International Holocaust Remembrance Day, an international memorial day, commemorates the tragedy of the Holocaust. The Holocaust significantly affected both my immediate and extended family with both my maternal grandparents, and their families, being forced from their homes. For this Remembrance Day I wanted to talk about my great grandfather Markus Rothstein.
Markus was born to Józef Rothstein and Laura Krochmal on April 28, 1897 in Tarnopol. Tarnopol, now in Ukraine, was part of what was the Austro-Hungarian province of Galicia. Markus was third of five children - Gusta (1891), Yetta (1894), Anna (1902) and Irving (1905). The family lived in Tarnopol up until at least 1910 where they can be found in that year's census with Józef's father Michel and Laura's mother Pessie living with them.
According to the above Meldzettel it looks like they moved to Vienna in 1911. In June of 1914, Jozef, the first of my mother's direct ancestors came to the US to live with his brother Schaje/Osias/Oscar and his family who had immigrated to the US at around the turn of the century. Two years later Jozef and Oscar's father died.

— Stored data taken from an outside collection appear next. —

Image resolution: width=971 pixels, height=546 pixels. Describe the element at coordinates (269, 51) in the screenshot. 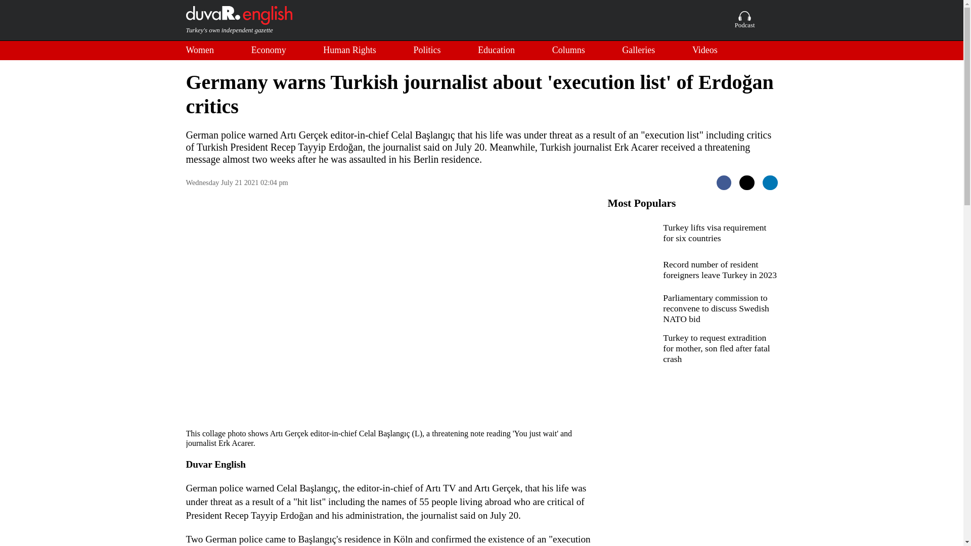

I see `Economy` at that location.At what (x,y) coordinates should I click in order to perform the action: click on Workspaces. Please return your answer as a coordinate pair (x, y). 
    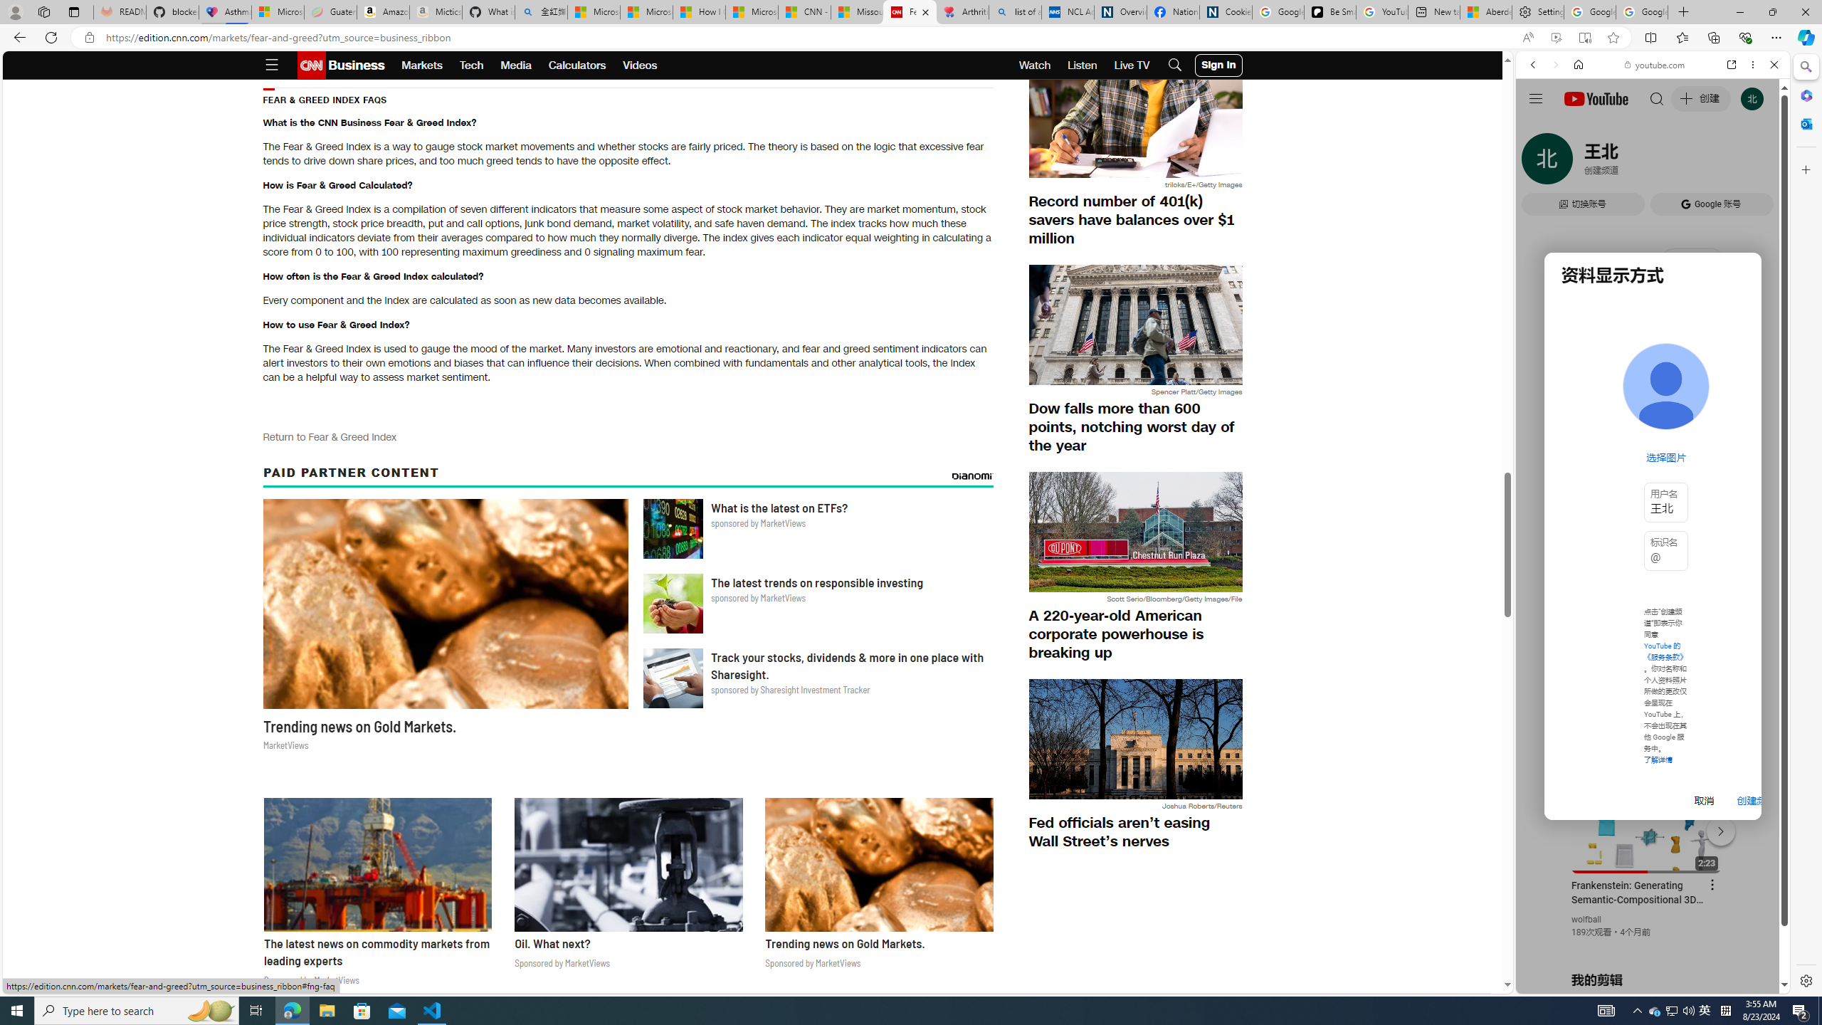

Some time between then and 1920 Markus met my great grandmother Bertha Tillinger. Markus, like his father and uncle in the US, was a Dry Goods merchant and had his own store in the 21st district of Vienna at Wagwamerstrasse 113. When I visited Vienna in 2011 I was able to see the building where his store was. At the time it was a Taekwondo studio however while I was writing this it appears that as of a June 2019 Google Street view the building has been demolished.
In 1921 his mother and siblings went to the US to join Jozef while Markus, Bertha, and his infant daughter Paula stayed behind. On May 19, 1924 my grandfather Harry was born. As far as I can tell life was uneventful for them leading up to the Anschluss in March of 1938. Two months later Markus was arrested and sent to Dachau where he was for three months before being transferred to Buchenwald that September. During this time Bertha, with the sent her two minor children to live with Markus' brother already in the US. According to Markus' niece, her father was active in the Democratic party and was able to get the help of New York City Mayor Fiorello La Guardia and New York Senator Robert Wagner Makus was released from Buchenwald through a prisoner exchange in January of 1939 and in February he and Bertha had left everything behind and were in America, never returning to Vienna even after the war.
This is one of the few stories my family has from this time that turned out the way it did. Both maternal grandparents, as well as family members on my paternal side, lost aunt's. uncles and cousins to the Nazi's.